Repeat the records exactly as given. Do not include the pictures.

Saved entries
#####

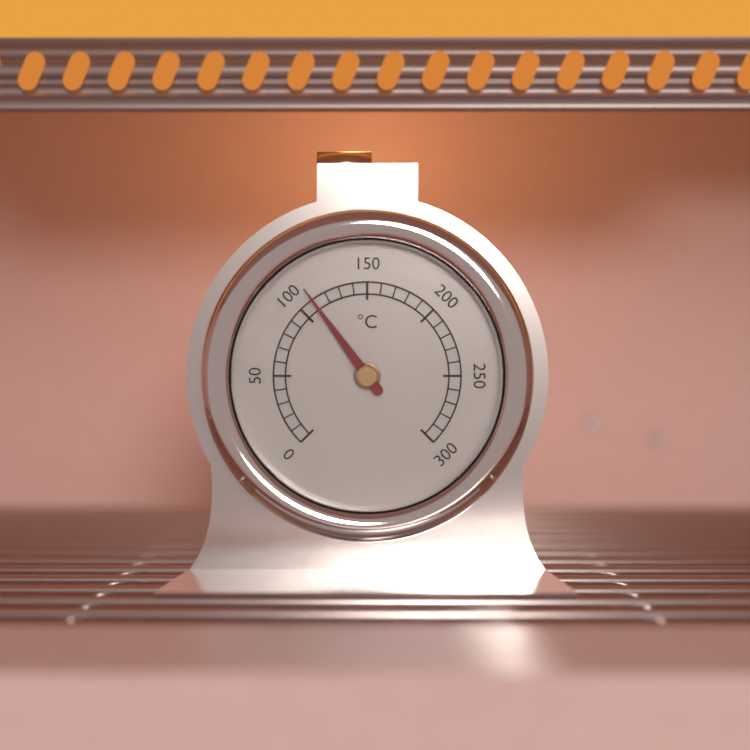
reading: 110 °C
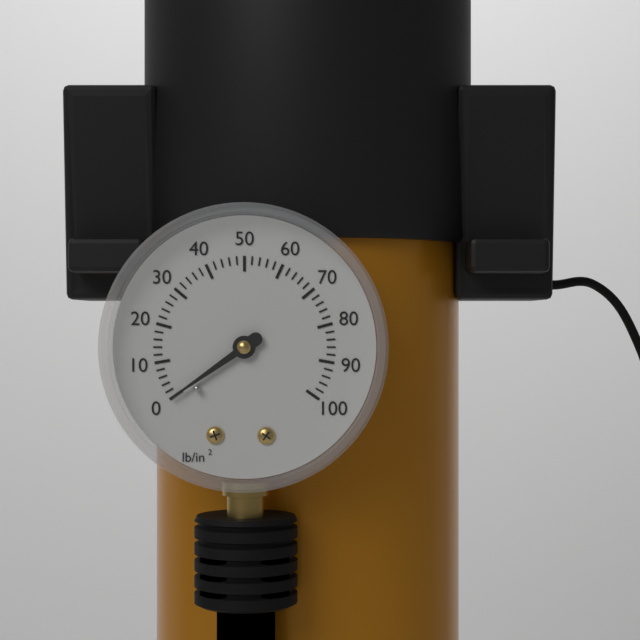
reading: 0 lb/in²
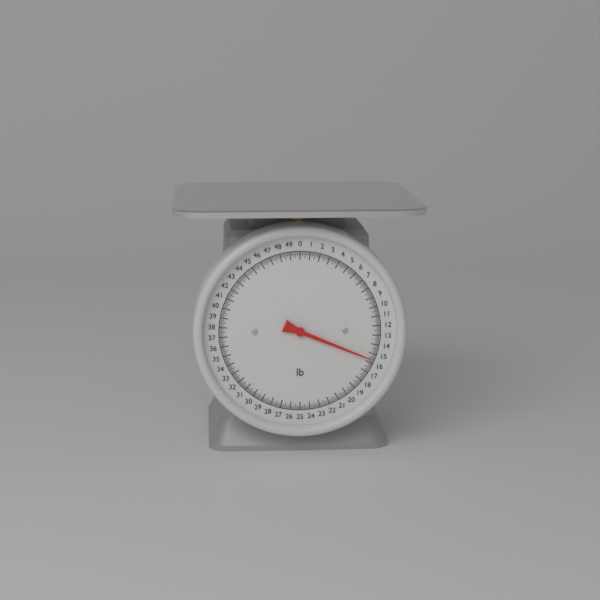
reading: 15.625 lb
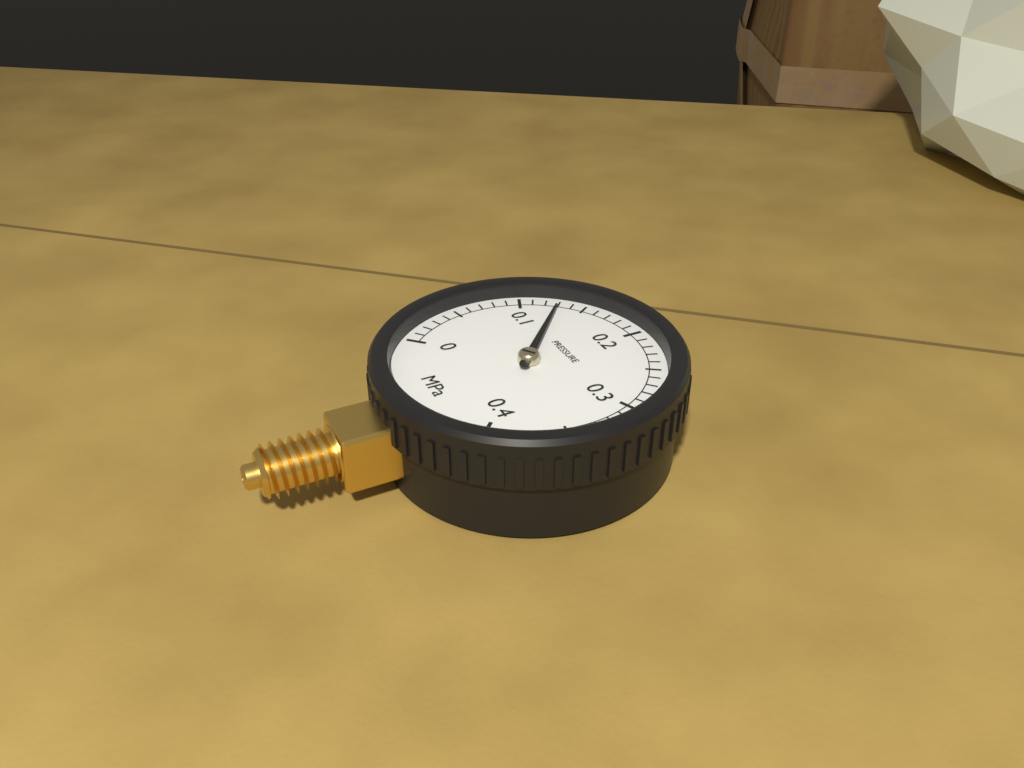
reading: 0.13 MPa
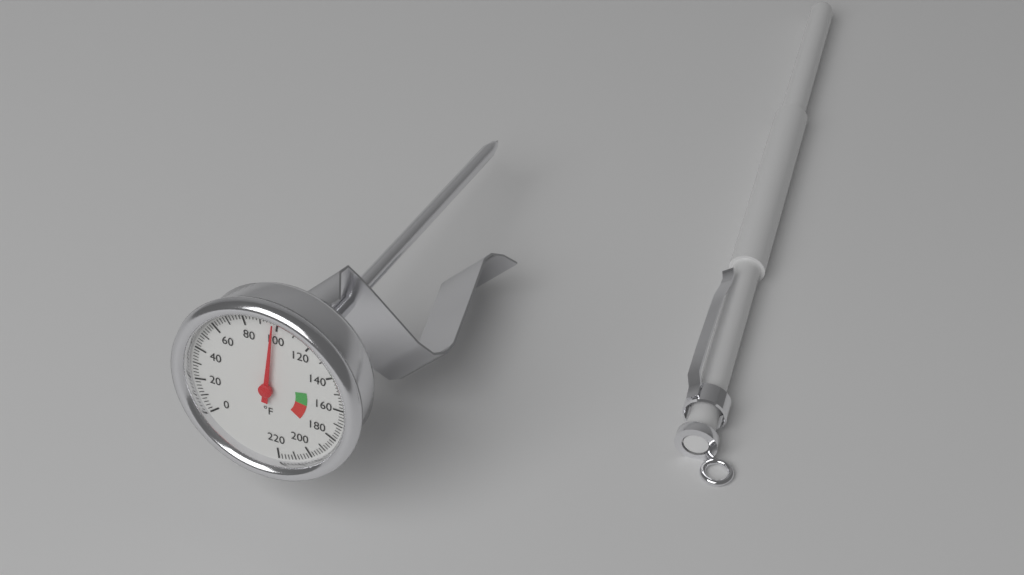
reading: 98 °F
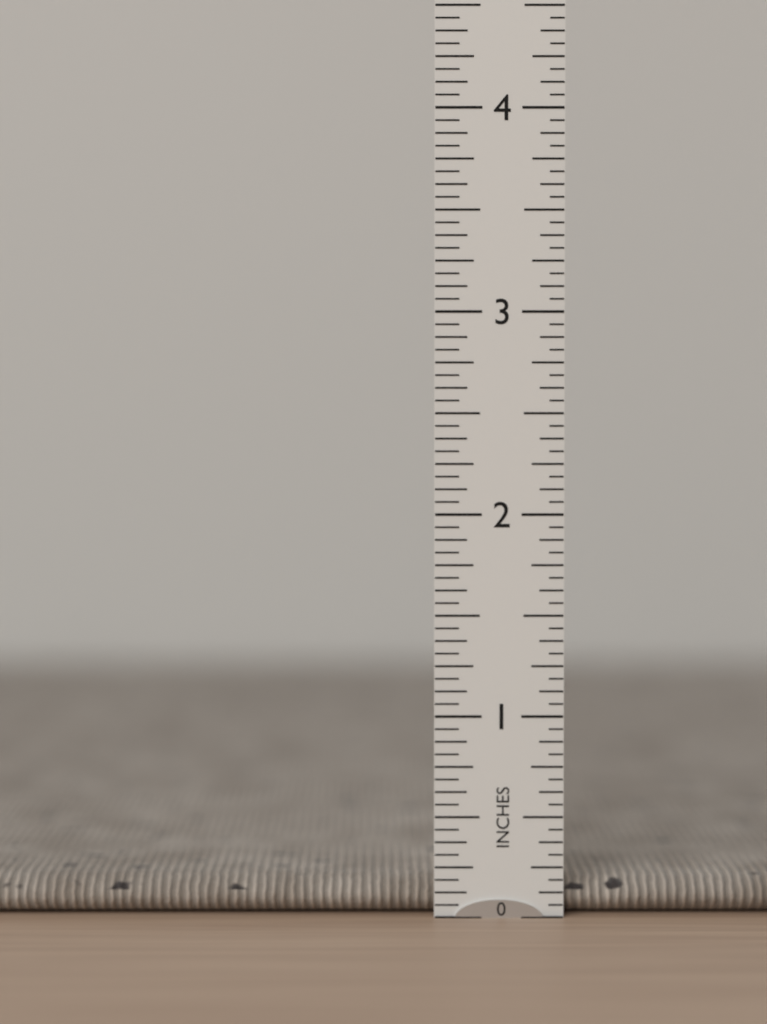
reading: 0.1875 in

#####

*FINISHED TASK*.
reading: 110 °C
reading: 0 lb/in²
reading: 15.625 lb
reading: 0.13 MPa
reading: 98 °F
reading: 0.1875 in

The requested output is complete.